While you were sleeping: Eyes on Fed, retailers rally
Wall Street slipped, pushing the Dow and the S&P 500 down from their record-high closes the previous day.
Wall Street slipped, pushing the Dow and the S&P 500 down from their record-high closes the previous day.
Wall Street slipped, pushing the Dow and the S&P 500 down from their record-high closes the previous day, as investors awaited guidance on the timing of an interest rate increase by the US Federal Reserve.
The Fed is set to release minutes from its October meeting at 2 pm in Washington
“Investors will screen the minutes for any fresh hints about the fights between the doves and the hawks at the Fed and the pace of the future rate path,” Ralf Zimmermann, an equity strategist at Bankhaus Lampe in Dusseldorf, Germany, told Bloomberg News.
In afternoon trading in New York, the Dow Jones Industrial Average slipped 0.08 percent, the Standard & Poor’s 500 Index fell 0.27 percent, while the Nasdaq Composite Index declined 0.48 percent. All three benchmarks pared earlier losses.
US Treasuries also fell ahead of the minutes. Yields on the five-year note rose five basis points to 1.65 percent in midday trading in New York.
Declines in shares of Verizon Communications and those of Microsoft, down 1.4 percent and 1.2 percent respectively, outweighed gains in shares of Home Depot and those of Boeing, each up 1.1 percent.
Shares of some US retailers jumped amid better-than-expected earnings. Shares of Staples soared 9.1 percent, while those of Target climbed 7.2 percent.
“Once we get through Thanksgiving (later this month) the focus will be on the consumer and retail sales,” KC Mathews, the Kansas City-based chief investment officer at UMB Bank, told Bloomberg News. “If you have a good holiday spending season it validates the health of the consumer and sets us up for some momentum in 2015.”
Shares of Lowe’s rallied 6.6 percent after the home improvement chain upgraded its earnings forecasts.
"We are pleased with our performance, and continue to be cautiously optimistic about the home improvement landscape,” Robert Niblock, Lowe's CEO, said in a statement.
The latest housing data underpinned that optimism.
Starts for US single-family homes advanced 4.2 percent to a 696,000 annualised rate in October, the most since November 2013, Commerce Department data showed. Meanwhile, building permits climbed 4.8 percent to a 1.08 million-unit rate, the highest in more than six years.
"Housing activity continues to recover, although the pace of the recovery remains slower than in the previous couple of years, owing to the decline in housing affordability," Blerina Uruci, an economist at Barclays in New York, told Reuters.
In Europe, the Stoxx 600 edged lower to end the session at 339.15.
The UK’s FTSE 100 Index slipped 0.2 percent. France’s CAC 40 added 0.1 percent, while Germany’s DAX gained 0.2 percent.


- _Exercise description_
Below are the records; collect from them each line containing the string "Real".
** Opening Source data block **
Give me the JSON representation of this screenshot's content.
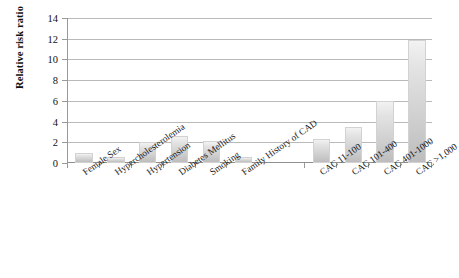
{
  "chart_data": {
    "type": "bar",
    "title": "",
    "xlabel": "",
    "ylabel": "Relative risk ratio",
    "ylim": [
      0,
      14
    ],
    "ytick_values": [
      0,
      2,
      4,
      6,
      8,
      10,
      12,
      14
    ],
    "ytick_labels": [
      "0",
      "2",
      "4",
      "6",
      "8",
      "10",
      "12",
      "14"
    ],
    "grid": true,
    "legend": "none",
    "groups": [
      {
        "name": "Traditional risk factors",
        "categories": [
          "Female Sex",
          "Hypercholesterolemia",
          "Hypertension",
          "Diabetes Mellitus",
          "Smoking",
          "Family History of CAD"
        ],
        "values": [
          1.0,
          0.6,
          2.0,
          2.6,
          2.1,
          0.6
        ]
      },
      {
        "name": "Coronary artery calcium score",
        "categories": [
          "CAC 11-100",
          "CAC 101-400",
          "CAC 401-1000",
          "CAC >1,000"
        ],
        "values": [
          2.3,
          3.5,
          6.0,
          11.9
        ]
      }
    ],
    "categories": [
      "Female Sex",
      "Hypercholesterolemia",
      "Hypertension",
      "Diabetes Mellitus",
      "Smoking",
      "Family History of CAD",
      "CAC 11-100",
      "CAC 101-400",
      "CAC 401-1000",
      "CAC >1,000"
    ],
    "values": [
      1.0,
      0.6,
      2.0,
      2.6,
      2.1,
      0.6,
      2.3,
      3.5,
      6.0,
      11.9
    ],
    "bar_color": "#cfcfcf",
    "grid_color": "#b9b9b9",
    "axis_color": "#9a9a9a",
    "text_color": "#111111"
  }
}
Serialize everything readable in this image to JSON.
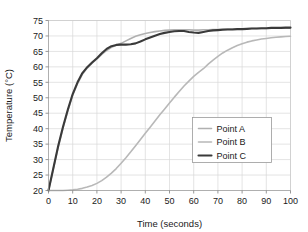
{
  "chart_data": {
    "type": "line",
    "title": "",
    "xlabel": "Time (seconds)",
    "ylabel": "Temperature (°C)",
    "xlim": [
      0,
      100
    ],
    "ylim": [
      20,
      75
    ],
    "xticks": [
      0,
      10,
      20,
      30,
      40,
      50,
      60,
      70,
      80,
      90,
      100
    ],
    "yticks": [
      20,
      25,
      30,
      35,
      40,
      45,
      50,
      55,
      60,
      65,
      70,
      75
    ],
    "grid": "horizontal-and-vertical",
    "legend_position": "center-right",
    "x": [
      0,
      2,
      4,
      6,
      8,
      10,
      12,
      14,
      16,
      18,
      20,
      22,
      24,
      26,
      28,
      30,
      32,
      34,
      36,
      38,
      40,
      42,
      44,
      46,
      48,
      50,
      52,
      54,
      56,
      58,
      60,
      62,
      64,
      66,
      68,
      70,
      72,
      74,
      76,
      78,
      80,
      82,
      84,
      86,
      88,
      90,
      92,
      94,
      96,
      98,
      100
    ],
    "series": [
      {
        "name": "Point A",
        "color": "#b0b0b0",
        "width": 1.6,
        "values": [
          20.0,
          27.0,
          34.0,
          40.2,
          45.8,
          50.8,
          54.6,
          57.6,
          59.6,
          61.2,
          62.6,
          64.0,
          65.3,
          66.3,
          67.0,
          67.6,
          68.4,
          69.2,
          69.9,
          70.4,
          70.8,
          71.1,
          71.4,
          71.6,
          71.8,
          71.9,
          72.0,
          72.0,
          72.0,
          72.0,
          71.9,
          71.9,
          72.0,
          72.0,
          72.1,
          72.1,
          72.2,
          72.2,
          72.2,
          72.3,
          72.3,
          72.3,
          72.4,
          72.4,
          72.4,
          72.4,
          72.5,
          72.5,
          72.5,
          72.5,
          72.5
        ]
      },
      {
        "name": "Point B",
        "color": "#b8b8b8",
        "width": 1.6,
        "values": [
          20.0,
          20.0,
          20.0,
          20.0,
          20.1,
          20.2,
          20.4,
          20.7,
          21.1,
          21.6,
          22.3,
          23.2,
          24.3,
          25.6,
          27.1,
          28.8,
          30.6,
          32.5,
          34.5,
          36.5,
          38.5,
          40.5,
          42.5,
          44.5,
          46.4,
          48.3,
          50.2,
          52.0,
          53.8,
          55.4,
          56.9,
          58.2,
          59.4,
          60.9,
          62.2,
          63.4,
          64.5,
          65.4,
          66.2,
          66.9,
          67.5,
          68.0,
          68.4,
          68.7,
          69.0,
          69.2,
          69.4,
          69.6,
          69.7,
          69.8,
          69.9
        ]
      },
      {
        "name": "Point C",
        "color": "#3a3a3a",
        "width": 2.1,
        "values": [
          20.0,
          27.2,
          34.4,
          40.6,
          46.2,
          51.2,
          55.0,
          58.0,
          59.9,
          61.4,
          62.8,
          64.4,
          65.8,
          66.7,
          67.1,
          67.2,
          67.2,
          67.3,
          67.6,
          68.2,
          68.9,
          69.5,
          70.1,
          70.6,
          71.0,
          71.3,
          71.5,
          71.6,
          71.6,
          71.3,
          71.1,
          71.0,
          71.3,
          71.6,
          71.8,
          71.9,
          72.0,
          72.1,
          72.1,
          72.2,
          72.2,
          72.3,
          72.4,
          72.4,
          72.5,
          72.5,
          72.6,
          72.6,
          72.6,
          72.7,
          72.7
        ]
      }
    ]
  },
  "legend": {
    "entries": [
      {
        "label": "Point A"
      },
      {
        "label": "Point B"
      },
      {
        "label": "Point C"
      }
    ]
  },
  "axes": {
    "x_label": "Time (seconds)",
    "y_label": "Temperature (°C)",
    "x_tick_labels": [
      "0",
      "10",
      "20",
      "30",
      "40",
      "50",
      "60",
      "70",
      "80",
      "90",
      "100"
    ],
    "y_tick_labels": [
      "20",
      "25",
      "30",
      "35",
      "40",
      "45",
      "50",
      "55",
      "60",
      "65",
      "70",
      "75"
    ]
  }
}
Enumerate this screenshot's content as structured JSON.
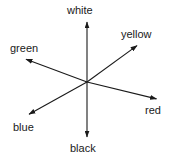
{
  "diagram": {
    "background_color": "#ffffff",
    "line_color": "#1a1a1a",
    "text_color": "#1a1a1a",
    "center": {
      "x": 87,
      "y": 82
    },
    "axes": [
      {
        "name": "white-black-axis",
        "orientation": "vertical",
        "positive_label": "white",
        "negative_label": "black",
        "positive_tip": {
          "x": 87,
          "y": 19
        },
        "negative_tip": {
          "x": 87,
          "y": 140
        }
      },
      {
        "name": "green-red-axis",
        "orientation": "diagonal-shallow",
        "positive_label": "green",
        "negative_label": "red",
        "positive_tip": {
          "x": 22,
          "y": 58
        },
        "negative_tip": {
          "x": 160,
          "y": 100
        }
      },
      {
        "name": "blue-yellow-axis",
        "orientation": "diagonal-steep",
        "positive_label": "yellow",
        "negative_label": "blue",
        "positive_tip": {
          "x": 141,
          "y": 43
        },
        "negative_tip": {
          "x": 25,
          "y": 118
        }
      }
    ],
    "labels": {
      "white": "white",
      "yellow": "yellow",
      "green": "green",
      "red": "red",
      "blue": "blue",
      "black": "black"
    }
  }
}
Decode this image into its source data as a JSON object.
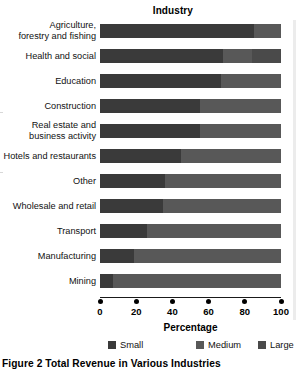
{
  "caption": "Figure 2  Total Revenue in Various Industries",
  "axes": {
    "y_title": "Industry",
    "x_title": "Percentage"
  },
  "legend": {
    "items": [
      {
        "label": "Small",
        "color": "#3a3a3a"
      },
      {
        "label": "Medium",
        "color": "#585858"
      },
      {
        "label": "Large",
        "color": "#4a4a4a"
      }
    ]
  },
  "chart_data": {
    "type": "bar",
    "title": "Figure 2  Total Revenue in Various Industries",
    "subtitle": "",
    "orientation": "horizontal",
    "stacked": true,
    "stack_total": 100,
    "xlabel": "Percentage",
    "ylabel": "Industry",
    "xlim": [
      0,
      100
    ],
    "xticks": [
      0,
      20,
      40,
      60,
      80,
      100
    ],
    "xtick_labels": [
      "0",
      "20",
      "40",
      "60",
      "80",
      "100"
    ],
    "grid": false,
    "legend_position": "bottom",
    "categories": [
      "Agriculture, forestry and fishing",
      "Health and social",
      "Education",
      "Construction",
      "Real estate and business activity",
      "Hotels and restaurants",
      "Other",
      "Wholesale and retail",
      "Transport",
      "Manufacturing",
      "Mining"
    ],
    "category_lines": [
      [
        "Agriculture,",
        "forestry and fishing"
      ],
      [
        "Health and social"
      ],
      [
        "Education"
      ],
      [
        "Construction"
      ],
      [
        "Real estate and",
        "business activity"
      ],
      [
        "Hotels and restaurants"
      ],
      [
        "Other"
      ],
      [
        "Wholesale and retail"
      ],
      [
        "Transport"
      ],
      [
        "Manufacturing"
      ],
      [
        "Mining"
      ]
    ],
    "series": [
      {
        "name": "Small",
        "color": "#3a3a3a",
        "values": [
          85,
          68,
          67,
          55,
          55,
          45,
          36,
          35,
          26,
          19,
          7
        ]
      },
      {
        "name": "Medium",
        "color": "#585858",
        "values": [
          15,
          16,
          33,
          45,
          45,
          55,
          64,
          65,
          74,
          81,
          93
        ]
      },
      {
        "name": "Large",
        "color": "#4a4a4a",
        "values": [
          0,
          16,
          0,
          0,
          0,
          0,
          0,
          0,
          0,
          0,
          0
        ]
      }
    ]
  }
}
** Closing Source data block **
- _Answer to the problem_
      "Real estate and business activity",
        "Real estate and",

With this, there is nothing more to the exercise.